Isn't it time for a Song & Dance/Tell Me On A Sunday revival?
#25Isn't it time for a Song & Dance/Tell Me On A Sunday revival?
Posted: 3/12/10 at 2:21pm
So no one thought of weaving the choreography from the second act into the actual show? It's all variations on a theme by Paganini, so you take that "reprise motif" bull**** Webber was so fond of in his early work and weave it through, maybe as fantasies of the perfect partner or something like that. Pity that we don't have a Bob Fosse or a Michael Bennett today to stage moments like that.
And of course stick a gay man in the lead and revise the script for him a little. I vote for keeping the Maltby changes and additions for the Bernadette Peters version, and then finding a way to incorporate some of the changes for van Outen's production without them sucking so much. The show overall is not one of Webber's best, but there are ways of doing it without ****ing it up royally.
Oh yeah, and call the damn thing "Tell Me On a Sunday." "Song & Dance" makes little sense.
#26Isn't it time for a Song & Dance/Tell Me On A Sunday revival?
Posted: 3/12/10 at 2:58pm
I think every gay man at one time or another has wanted (to be in) a gender reversed Tell Me On a Sunday.
ME! And I can totally see Phyllis hugging those cowboy boots.
Oh yeah, and call the damn thing "Tell Me On a Sunday." "Song & Dance" makes little sense.
Actually, "Song and Dance" makes MUCH more sense to me. Tell Me on a Sunday is a great song, but the title hardly expresses the theme of the first act. Emma's "Song and Dance" is the whole mating ritual, of which she's obsessed and allows to control her life. "Tell Me on a Sunday" means nothing more than "Find a tactful way to dump me".
#27Isn't it time for a Song & Dance/Tell Me On A Sunday revival?
Posted: 3/12/10 at 3:02pm
"I think every gay man at one time or another has wanted (to be in) a gender reversed Tell Me On a Sunday"
I would edit that and say
"I think every SINGLE gay man at one time or another has wanted (to be in) a gender reversed Tell Me On a Sunday"
Married gay men, can't relate either, unless they were single for a long time!
#28Isn't it time for a Song & Dance/Tell Me On A Sunday revival?
Posted: 3/12/10 at 3:16pm
Married gay men, can't relate either, unless they were single for a long time!
ME! And I can totally see Phyllis hugging those cowboy boots.
#29Isn't it time for a Song & Dance/Tell Me On A Sunday revival?
Posted: 3/12/10 at 3:52pm
I admit to being in the camp of those who would LOVE to perform the show as gender reversed one day.
What's so exciting about it, is that it's not an unlikely and off the wall concept and COULD happen without being silly. I would love to play a few other female roles, but there is no way in Hell to do so without turning it into a gimmick. But you could easily produce an honest to God take on Song & Dance that could be just as dramatic and compelling as the female version.
Phyllis Rogers Stone
Broadway Legend Joined: 9/16/07
#30Isn't it time for a Song & Dance/Tell Me On A Sunday revival?
Posted: 3/12/10 at 6:41pm
So no one thought of weaving the choreography from the second act into the actual show?
I've thought about having other actual people onstage during the first act who just move through dance, so instead of it being a one-woman act, Emma is just the only one who sings.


=== Instructions for the task ===
Give the data again word for word; drop the pictures.
--- --- ---
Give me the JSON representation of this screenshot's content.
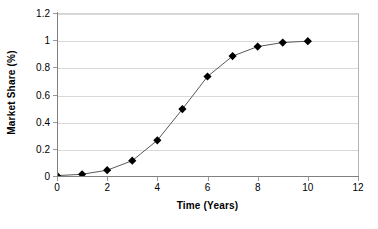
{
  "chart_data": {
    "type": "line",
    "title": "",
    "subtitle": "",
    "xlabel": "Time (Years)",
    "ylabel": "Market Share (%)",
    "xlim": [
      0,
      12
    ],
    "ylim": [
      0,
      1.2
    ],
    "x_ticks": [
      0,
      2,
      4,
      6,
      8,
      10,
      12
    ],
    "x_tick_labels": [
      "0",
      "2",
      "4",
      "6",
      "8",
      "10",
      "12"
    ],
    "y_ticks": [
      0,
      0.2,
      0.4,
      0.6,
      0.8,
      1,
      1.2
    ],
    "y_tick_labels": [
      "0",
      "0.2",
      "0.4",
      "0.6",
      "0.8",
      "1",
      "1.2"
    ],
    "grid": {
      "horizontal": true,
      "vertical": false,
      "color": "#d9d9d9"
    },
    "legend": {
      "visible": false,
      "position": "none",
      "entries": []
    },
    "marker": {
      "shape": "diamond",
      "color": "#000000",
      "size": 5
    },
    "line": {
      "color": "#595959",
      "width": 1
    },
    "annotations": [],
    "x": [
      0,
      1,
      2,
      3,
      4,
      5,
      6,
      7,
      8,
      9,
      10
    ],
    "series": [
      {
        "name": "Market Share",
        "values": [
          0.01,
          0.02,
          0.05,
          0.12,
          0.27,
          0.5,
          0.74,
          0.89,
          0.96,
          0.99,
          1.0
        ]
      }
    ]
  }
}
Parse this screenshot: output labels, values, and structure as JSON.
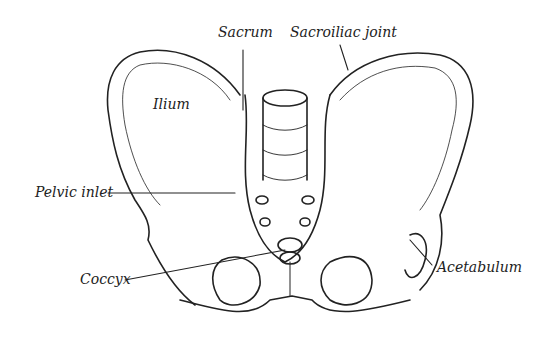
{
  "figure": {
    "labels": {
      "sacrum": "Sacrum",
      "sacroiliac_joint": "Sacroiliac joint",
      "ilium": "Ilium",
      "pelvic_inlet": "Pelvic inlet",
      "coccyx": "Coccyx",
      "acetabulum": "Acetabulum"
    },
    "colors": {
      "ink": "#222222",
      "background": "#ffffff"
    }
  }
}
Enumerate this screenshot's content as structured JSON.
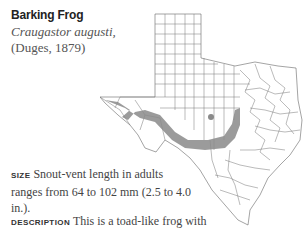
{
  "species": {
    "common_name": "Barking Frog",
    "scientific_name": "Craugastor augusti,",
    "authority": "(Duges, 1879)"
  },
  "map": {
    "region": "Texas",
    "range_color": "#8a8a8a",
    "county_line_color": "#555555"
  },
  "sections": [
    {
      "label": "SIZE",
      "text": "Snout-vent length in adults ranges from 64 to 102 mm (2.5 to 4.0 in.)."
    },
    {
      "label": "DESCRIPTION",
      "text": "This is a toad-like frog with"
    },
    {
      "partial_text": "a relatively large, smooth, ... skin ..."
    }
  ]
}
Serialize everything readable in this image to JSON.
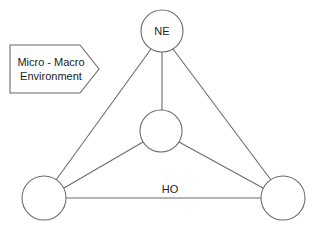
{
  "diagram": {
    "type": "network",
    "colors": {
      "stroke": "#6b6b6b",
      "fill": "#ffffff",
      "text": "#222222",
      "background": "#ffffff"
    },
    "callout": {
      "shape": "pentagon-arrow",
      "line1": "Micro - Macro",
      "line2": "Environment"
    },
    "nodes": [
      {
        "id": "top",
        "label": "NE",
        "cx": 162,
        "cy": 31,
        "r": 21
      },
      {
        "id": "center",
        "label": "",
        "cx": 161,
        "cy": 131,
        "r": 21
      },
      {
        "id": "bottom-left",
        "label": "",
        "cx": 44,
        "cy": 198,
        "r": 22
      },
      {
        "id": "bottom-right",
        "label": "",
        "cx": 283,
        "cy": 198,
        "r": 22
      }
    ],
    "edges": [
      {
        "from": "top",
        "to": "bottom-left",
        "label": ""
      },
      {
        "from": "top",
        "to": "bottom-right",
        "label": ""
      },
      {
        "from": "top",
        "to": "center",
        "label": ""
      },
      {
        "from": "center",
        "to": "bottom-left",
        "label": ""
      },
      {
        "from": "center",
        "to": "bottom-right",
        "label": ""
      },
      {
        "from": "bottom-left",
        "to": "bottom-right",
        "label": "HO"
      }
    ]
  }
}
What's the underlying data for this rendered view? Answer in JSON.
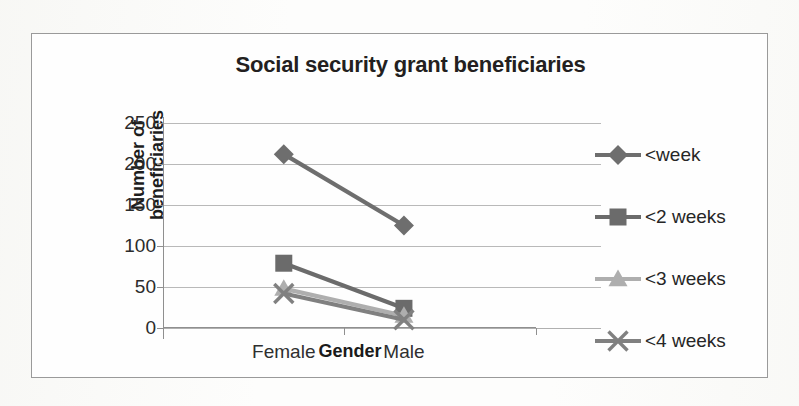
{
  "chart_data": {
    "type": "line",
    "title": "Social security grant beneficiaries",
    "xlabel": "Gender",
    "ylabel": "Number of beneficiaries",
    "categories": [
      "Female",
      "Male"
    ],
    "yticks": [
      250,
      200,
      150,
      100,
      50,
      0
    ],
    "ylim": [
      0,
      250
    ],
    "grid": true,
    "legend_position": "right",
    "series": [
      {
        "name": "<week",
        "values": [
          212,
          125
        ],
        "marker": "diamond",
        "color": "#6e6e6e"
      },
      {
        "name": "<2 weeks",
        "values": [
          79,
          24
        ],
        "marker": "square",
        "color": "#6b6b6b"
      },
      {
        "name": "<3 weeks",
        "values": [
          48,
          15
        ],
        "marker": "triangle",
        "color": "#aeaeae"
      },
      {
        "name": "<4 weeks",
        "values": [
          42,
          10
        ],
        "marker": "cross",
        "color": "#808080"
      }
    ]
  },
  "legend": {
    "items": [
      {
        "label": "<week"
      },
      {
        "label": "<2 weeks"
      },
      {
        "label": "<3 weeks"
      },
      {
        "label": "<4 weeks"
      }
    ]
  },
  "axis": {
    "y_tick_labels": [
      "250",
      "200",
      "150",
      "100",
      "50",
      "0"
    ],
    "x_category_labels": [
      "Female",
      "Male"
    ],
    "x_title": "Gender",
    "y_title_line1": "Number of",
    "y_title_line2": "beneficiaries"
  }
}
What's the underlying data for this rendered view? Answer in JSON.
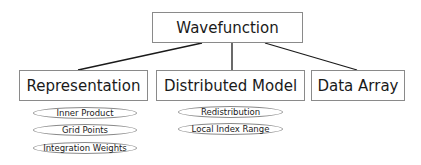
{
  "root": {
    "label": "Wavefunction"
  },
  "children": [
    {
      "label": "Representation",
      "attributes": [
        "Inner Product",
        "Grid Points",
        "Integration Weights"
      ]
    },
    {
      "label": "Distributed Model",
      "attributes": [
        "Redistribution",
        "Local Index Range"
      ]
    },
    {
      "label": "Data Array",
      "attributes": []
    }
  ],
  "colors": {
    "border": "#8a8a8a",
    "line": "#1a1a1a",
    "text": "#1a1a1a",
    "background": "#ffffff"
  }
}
--- --- ---
=== Answer area ===
Give me the JSON representation of this screenshot's content.
{
  "chart_data": {
    "type": "line",
    "title": "",
    "subtitle": "",
    "xlabel": "Time (Years)",
    "ylabel": "Market Share (%)",
    "xlim": [
      0,
      12
    ],
    "ylim": [
      0,
      1.2
    ],
    "x_ticks": [
      0,
      2,
      4,
      6,
      8,
      10,
      12
    ],
    "x_tick_labels": [
      "0",
      "2",
      "4",
      "6",
      "8",
      "10",
      "12"
    ],
    "y_ticks": [
      0,
      0.2,
      0.4,
      0.6,
      0.8,
      1,
      1.2
    ],
    "y_tick_labels": [
      "0",
      "0.2",
      "0.4",
      "0.6",
      "0.8",
      "1",
      "1.2"
    ],
    "grid": {
      "horizontal": true,
      "vertical": false,
      "color": "#d9d9d9"
    },
    "legend": {
      "visible": false,
      "position": "none",
      "entries": []
    },
    "marker": {
      "shape": "diamond",
      "color": "#000000",
      "size": 5
    },
    "line": {
      "color": "#595959",
      "width": 1
    },
    "annotations": [],
    "x": [
      0,
      1,
      2,
      3,
      4,
      5,
      6,
      7,
      8,
      9,
      10
    ],
    "series": [
      {
        "name": "Market Share",
        "values": [
          0.01,
          0.02,
          0.05,
          0.12,
          0.27,
          0.5,
          0.74,
          0.89,
          0.96,
          0.99,
          1.0
        ]
      }
    ]
  }
}
Parse this screenshot: output labels, values, and structure as JSON.
{
  "figure": {
    "labels": {
      "sacrum": "Sacrum",
      "sacroiliac_joint": "Sacroiliac joint",
      "ilium": "Ilium",
      "pelvic_inlet": "Pelvic inlet",
      "coccyx": "Coccyx",
      "acetabulum": "Acetabulum"
    },
    "colors": {
      "ink": "#222222",
      "background": "#ffffff"
    }
  }
}
Enumerate this screenshot's content as structured JSON.
{
  "species": {
    "common_name": "Barking Frog",
    "scientific_name": "Craugastor augusti,",
    "authority": "(Duges, 1879)"
  },
  "map": {
    "region": "Texas",
    "range_color": "#8a8a8a",
    "county_line_color": "#555555"
  },
  "sections": [
    {
      "label": "SIZE",
      "text": "Snout-vent length in adults ranges from 64 to 102 mm (2.5 to 4.0 in.)."
    },
    {
      "label": "DESCRIPTION",
      "text": "This is a toad-like frog with"
    },
    {
      "partial_text": "a relatively large, smooth, ... skin ..."
    }
  ]
}
Serialize everything readable in this image to JSON.
{
  "diagram": {
    "type": "network",
    "colors": {
      "stroke": "#6b6b6b",
      "fill": "#ffffff",
      "text": "#222222",
      "background": "#ffffff"
    },
    "callout": {
      "shape": "pentagon-arrow",
      "line1": "Micro - Macro",
      "line2": "Environment"
    },
    "nodes": [
      {
        "id": "top",
        "label": "NE",
        "cx": 162,
        "cy": 31,
        "r": 21
      },
      {
        "id": "center",
        "label": "",
        "cx": 161,
        "cy": 131,
        "r": 21
      },
      {
        "id": "bottom-left",
        "label": "",
        "cx": 44,
        "cy": 198,
        "r": 22
      },
      {
        "id": "bottom-right",
        "label": "",
        "cx": 283,
        "cy": 198,
        "r": 22
      }
    ],
    "edges": [
      {
        "from": "top",
        "to": "bottom-left",
        "label": ""
      },
      {
        "from": "top",
        "to": "bottom-right",
        "label": ""
      },
      {
        "from": "top",
        "to": "center",
        "label": ""
      },
      {
        "from": "center",
        "to": "bottom-left",
        "label": ""
      },
      {
        "from": "center",
        "to": "bottom-right",
        "label": ""
      },
      {
        "from": "bottom-left",
        "to": "bottom-right",
        "label": "HO"
      }
    ]
  }
}
What's the underlying data for this rendered view? Answer in JSON.
{
  "chart_data": {
    "type": "line",
    "title": "Social security grant beneficiaries",
    "xlabel": "Gender",
    "ylabel": "Number of beneficiaries",
    "categories": [
      "Female",
      "Male"
    ],
    "yticks": [
      250,
      200,
      150,
      100,
      50,
      0
    ],
    "ylim": [
      0,
      250
    ],
    "grid": true,
    "legend_position": "right",
    "series": [
      {
        "name": "<week",
        "values": [
          212,
          125
        ],
        "marker": "diamond",
        "color": "#6e6e6e"
      },
      {
        "name": "<2 weeks",
        "values": [
          79,
          24
        ],
        "marker": "square",
        "color": "#6b6b6b"
      },
      {
        "name": "<3 weeks",
        "values": [
          48,
          15
        ],
        "marker": "triangle",
        "color": "#aeaeae"
      },
      {
        "name": "<4 weeks",
        "values": [
          42,
          10
        ],
        "marker": "cross",
        "color": "#808080"
      }
    ]
  },
  "legend": {
    "items": [
      {
        "label": "<week"
      },
      {
        "label": "<2 weeks"
      },
      {
        "label": "<3 weeks"
      },
      {
        "label": "<4 weeks"
      }
    ]
  },
  "axis": {
    "y_tick_labels": [
      "250",
      "200",
      "150",
      "100",
      "50",
      "0"
    ],
    "x_category_labels": [
      "Female",
      "Male"
    ],
    "x_title": "Gender",
    "y_title_line1": "Number of",
    "y_title_line2": "beneficiaries"
  }
}
What's the underlying data for this rendered view? Answer in JSON.
{
  "root": {
    "label": "Wavefunction"
  },
  "children": [
    {
      "label": "Representation",
      "attributes": [
        "Inner Product",
        "Grid Points",
        "Integration Weights"
      ]
    },
    {
      "label": "Distributed Model",
      "attributes": [
        "Redistribution",
        "Local Index Range"
      ]
    },
    {
      "label": "Data Array",
      "attributes": []
    }
  ],
  "colors": {
    "border": "#8a8a8a",
    "line": "#1a1a1a",
    "text": "#1a1a1a",
    "background": "#ffffff"
  }
}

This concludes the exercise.